Leaving a Loveless Marriage
Chapter 2
The hospital room was sterile and cold, much like my marriage. Three days had passed since Isabella's python had sunk its fangs into my thigh. The wound throbbed beneath pristine bandages, a physical manifestation of the poison that had been slowly killing my spirit for years.
The private nurse Nathan had hired—not out of concern for me, but to ensure I wouldn't "make a scene"—had stepped out momentarily. I lay still, staring at the ceiling, counting the tiny perforations in each tile. One hundred and eight in each. The same number of times Nathan had rejected me during our college years.
Voices drifted in from the hallway—Nathan's deep baritone and Ryan's adolescent timbre, not quite man but no longer boy. I shouldn't have been able to hear them. They shouldn't have been discussing me as if I were an object rather than a person recovering from a potentially fatal snake bite. But they were.
"Dad, don't you think Mom deserves better? I mean, that snake could have killed her."
A flutter of hope stirred in my chest. My son, defending me?
"Your mother understands her place in our lives," Nathan replied, his tone dismissive. "Besides, no matter what we do, she'll always come back—she has nowhere else to go."
The words pierced deeper than any serpent's fangs. Tears welled in my eyes, soaking into the thin fabric of my hospital gown. The worst part wasn't the cruelty of his assessment—it was its accuracy. Where would I go? What would I do? For twenty years, I had been nothing but Nathan Reed's shadow, his convenience, his living ghost.
I closed my eyes, letting the tears flow freely now. The nurse wouldn't be back for another fifteen minutes. I had that long to cry before I needed to rebuild my façade.
But something had shifted inside me. As I lay there, listening to my husband and son walk away, discussing me as if I were a particularly stubborn houseplant, a small, hard kernel of resolve formed in my chest.
Nathan was right. I had nowhere to go.
So I would have to make somewhere.
---
"Ms. Vance will see you now, Mrs. Porter."
I smoothed the unfamiliar pantsuit I'd purchased with cash from a department store where Nathan would never shop. My hair was pulled back severely, glasses I didn't need perched on my nose. Mrs. Porter—the name felt foreign on my tongue, but it was the first step toward freedom.
Eleanor Vance's office was understated, tucked away in a nondescript building in Midtown. Nothing about it screamed "this is where desperate women come to disappear," which was precisely the point.
"Please, sit." Eleanor gestured to the chair across from her desk. She was perhaps fifty, with silver-streaked dark hair and eyes that missed nothing. "You mentioned on the phone that you're interested in immigration options?"
"Yes." My voice sounded stronger than I felt. "I'm looking to relocate. Permanently. To London."
"I see." She studied me for a long moment. "And your husband?"
"He doesn't know. He can never know. Not until I'm gone."
She nodded once, no judgment in her expression. This wasn't the first time she'd heard such a request.
"What you're describing is a legal disappearance," she said, her voice matter-of-fact. "It's complex but entirely possible. Offshore accounts to transfer assets without detection. False addresses to misdirect any investigations. Expedited visas through certain channels I have access to."
She laid out the process with clinical precision, and with each step, the impossible became possible. Freedom became tangible.
"It will take time," she warned. "And absolute discretion."
"I have both," I replied. And for the first time in decades, I felt something like power course through my veins.
---
The Chelsea studio loft was nothing like the penthouse I shared with Nathan. It was small, dusty, with paint peeling from the walls and pipes exposed along the ceiling. It was perfect.
I paid the first month's rent in cash, using the name Mrs. Porter again. The landlord, an elderly man with rheumy eyes, didn't ask questions when I said I needed the space for "art therapy."
As dusk fell, I set up the easel I'd smuggled out of our home piece by piece over the past week. Canvas, paints, brushes—the tools of the only thing that had ever truly been mine.
I dipped the brush in ink black as night and began to paint, not caring that the windows had no curtains, that anyone passing by might see. The strokes were violent, raw—a woman with her face half in shadow, half in light. A woman at the precipice of becoming.
I didn't notice the man who stopped outside, his face illuminated by the warm glow from my studio. I didn't see Julian Croft's eyes widen as he took in my work, didn't hear him whisper, "Extraordinary," before continuing down the street.
I only felt the brush in my hand, the canvas before me, and the first tentative stirrings of a self I had buried twenty years ago for a man who had never seen me at all.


> **PROBLEM TO WORK ON**: Pictures aside, return all of the records exactly as they stand.

........

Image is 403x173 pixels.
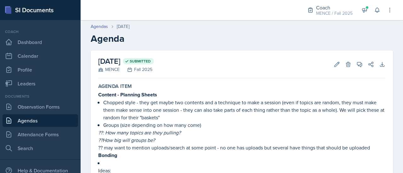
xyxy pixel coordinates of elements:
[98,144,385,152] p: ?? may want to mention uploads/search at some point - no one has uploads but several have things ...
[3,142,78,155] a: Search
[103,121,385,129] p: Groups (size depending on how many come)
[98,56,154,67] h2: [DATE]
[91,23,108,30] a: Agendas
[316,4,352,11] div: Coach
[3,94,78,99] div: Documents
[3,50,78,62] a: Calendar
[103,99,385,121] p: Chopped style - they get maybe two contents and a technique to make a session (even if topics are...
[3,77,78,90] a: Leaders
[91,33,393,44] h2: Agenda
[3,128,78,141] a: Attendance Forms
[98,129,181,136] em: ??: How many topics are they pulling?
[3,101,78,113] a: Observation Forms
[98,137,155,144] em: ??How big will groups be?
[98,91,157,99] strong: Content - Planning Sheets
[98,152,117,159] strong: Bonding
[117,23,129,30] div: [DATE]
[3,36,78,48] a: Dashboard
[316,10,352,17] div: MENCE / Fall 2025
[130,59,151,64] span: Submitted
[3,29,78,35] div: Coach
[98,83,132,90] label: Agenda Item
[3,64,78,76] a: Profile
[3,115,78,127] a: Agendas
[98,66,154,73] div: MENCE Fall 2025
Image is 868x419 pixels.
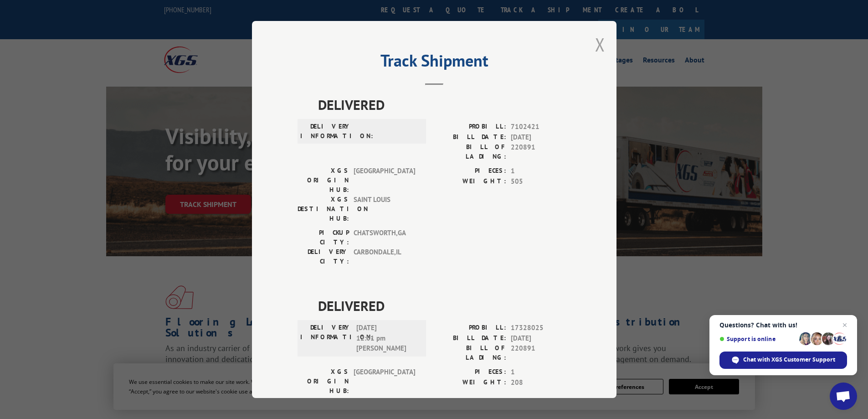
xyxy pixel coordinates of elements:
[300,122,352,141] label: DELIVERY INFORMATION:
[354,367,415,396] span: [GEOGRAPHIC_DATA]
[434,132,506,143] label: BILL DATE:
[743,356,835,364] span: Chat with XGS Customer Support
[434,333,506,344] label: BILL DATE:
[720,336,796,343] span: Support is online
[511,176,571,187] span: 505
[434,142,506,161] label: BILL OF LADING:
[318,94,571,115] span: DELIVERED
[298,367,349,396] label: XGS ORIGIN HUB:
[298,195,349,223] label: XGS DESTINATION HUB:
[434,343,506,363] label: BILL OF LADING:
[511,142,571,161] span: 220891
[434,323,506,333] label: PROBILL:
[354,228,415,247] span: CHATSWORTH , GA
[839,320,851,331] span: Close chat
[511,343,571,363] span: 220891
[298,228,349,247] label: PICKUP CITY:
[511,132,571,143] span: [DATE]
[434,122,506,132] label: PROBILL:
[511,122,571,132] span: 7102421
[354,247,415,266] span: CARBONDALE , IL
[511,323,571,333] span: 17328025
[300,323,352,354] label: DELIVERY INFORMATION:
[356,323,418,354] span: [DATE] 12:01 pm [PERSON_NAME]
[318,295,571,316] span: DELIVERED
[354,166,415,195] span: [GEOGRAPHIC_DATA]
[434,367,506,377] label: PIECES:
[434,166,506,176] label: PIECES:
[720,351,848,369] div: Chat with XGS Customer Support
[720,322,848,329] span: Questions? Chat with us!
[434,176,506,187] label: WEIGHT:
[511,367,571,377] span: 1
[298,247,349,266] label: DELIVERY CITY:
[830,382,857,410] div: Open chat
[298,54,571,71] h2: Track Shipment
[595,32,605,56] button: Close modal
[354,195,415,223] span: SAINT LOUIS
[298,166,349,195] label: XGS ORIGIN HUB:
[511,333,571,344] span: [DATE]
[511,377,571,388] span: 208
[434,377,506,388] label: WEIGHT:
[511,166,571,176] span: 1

........

> **TASK SOLUTION**:
Image is 403x173 pixels.
xyxy pixel coordinates of elements:
[98,144,385,152] p: ?? may want to mention uploads/search at some point - no one has uploads but several have things ...
[3,142,78,155] a: Search
[103,121,385,129] p: Groups (size depending on how many come)
[98,56,154,67] h2: [DATE]
[91,23,108,30] a: Agendas
[316,4,352,11] div: Coach
[3,94,78,99] div: Documents
[3,50,78,62] a: Calendar
[103,99,385,121] p: Chopped style - they get maybe two contents and a technique to make a session (even if topics are...
[3,77,78,90] a: Leaders
[91,33,393,44] h2: Agenda
[3,128,78,141] a: Attendance Forms
[98,129,181,136] em: ??: How many topics are they pulling?
[3,101,78,113] a: Observation Forms
[98,137,155,144] em: ??How big will groups be?
[98,91,157,99] strong: Content - Planning Sheets
[98,152,117,159] strong: Bonding
[117,23,129,30] div: [DATE]
[3,36,78,48] a: Dashboard
[316,10,352,17] div: MENCE / Fall 2025
[130,59,151,64] span: Submitted
[3,29,78,35] div: Coach
[98,83,132,90] label: Agenda Item
[3,64,78,76] a: Profile
[3,115,78,127] a: Agendas
[98,66,154,73] div: MENCE Fall 2025
Image is 868x419 pixels.
xyxy pixel coordinates of elements:
[300,122,352,141] label: DELIVERY INFORMATION:
[354,367,415,396] span: [GEOGRAPHIC_DATA]
[434,132,506,143] label: BILL DATE:
[743,356,835,364] span: Chat with XGS Customer Support
[434,333,506,344] label: BILL DATE:
[720,336,796,343] span: Support is online
[511,176,571,187] span: 505
[434,142,506,161] label: BILL OF LADING:
[318,94,571,115] span: DELIVERED
[298,367,349,396] label: XGS ORIGIN HUB:
[298,195,349,223] label: XGS DESTINATION HUB:
[434,343,506,363] label: BILL OF LADING:
[511,142,571,161] span: 220891
[434,323,506,333] label: PROBILL:
[354,228,415,247] span: CHATSWORTH , GA
[839,320,851,331] span: Close chat
[511,343,571,363] span: 220891
[298,228,349,247] label: PICKUP CITY:
[511,132,571,143] span: [DATE]
[434,122,506,132] label: PROBILL:
[511,122,571,132] span: 7102421
[354,247,415,266] span: CARBONDALE , IL
[511,323,571,333] span: 17328025
[300,323,352,354] label: DELIVERY INFORMATION:
[356,323,418,354] span: [DATE] 12:01 pm [PERSON_NAME]
[318,295,571,316] span: DELIVERED
[354,166,415,195] span: [GEOGRAPHIC_DATA]
[434,367,506,377] label: PIECES:
[434,166,506,176] label: PIECES:
[720,351,848,369] div: Chat with XGS Customer Support
[720,322,848,329] span: Questions? Chat with us!
[434,176,506,187] label: WEIGHT:
[511,367,571,377] span: 1
[298,247,349,266] label: DELIVERY CITY:
[830,382,857,410] div: Open chat
[298,54,571,71] h2: Track Shipment
[595,32,605,56] button: Close modal
[354,195,415,223] span: SAINT LOUIS
[298,166,349,195] label: XGS ORIGIN HUB:
[511,333,571,344] span: [DATE]
[511,377,571,388] span: 208
[434,377,506,388] label: WEIGHT:
[511,166,571,176] span: 1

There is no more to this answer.